HVAC bid mistakes that cost money
- Pricing labor at the wage instead of fully burdened. Adds $600–$1,000 of hidden cost on every install.
- Forgetting the permit or inspection fee. Common in markets where permits used to be $40 and are now $180.
- Quoting equipment without checking current supplier price. HVAC pricing moves quarterly.
- Not showing good/better/best. One-number quotes close 30% lower than three-option quotes.
- Eating financing fees silently. If your bid doesn't account for 6–10% dealer fees, you lose a third of your margin on financed jobs.
- Ignoring refrigerant pricing. R-410A pricing roughly tripled from 2022 to 2024 during the phase-down. R-454B (A2L) has its own handling costs in 2026.
Frequently asked questions
- What is a fair profit margin for an HVAC installation?
- Residential replacement HVAC typically targets 35–50% gross margin. Below 30% and you're not covering overhead on slow months; above 55% and you're likely losing most bids unless your close rate is very high.
- What's the difference between markup and margin in HVAC pricing?
- Markup is the percentage added to cost; margin is the percentage of the final price that is profit. A 50% markup on $1,000 gives a $1,500 price — but that's only a 33% margin. To land 50% margin you need to mark up by 100% (double the cost).
- How much does a typical 3-ton HVAC system cost to install?

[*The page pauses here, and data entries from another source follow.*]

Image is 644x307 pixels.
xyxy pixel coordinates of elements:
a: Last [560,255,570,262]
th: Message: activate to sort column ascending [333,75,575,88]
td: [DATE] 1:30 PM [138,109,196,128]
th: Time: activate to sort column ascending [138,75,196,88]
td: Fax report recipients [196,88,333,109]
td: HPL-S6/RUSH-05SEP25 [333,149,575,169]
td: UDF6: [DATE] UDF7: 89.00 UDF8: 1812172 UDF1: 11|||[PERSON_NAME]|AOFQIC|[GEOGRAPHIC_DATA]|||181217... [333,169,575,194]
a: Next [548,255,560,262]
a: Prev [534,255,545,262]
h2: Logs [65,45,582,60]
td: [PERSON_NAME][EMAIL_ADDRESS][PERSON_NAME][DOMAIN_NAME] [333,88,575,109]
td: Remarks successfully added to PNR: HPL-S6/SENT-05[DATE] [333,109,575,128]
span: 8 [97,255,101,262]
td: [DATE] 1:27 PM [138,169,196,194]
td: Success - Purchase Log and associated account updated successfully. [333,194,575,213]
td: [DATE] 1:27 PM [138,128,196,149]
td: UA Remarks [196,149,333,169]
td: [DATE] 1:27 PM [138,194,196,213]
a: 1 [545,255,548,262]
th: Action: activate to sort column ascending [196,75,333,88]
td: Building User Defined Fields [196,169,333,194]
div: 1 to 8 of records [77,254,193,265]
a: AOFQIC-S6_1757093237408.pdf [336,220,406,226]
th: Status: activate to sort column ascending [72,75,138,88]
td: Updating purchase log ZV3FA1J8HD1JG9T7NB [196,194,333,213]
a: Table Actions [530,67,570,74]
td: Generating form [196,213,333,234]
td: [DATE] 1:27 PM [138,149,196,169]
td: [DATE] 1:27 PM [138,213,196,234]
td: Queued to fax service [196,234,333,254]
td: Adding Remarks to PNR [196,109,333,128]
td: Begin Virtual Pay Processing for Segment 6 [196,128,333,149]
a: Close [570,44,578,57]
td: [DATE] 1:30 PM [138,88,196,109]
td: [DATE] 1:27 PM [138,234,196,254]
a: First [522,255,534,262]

- In 2026 U.S. markets, a mid-tier 3-ton 15.2 SEER2 2-stage system changeout runs $9,500–$12,500 installed for a straightforward attic air handler scenario. Builder-grade drops to $7,500–$9,500; premium inverter systems push to $13,500–$16,000.
- Should I include ductwork in my HVAC bid?
- Break it out as a separate option. If the ducts need work, quoting it bundled hides the cost and can tank your close rate. A separate line lets the homeowner do the equipment now and ductwork later if budget is tight — and protects you if the ducts turn out to be in worse shape than you assumed.
- How should I handle financing fees from GreenSky or Synchrony?
- Dealer fees typically run 6–10% of the financed amount and come out of your margin. Either bake a financing allowance into all your pricing or only offer financing on jobs where you have 48%+ of gross margin headroom to absorb it.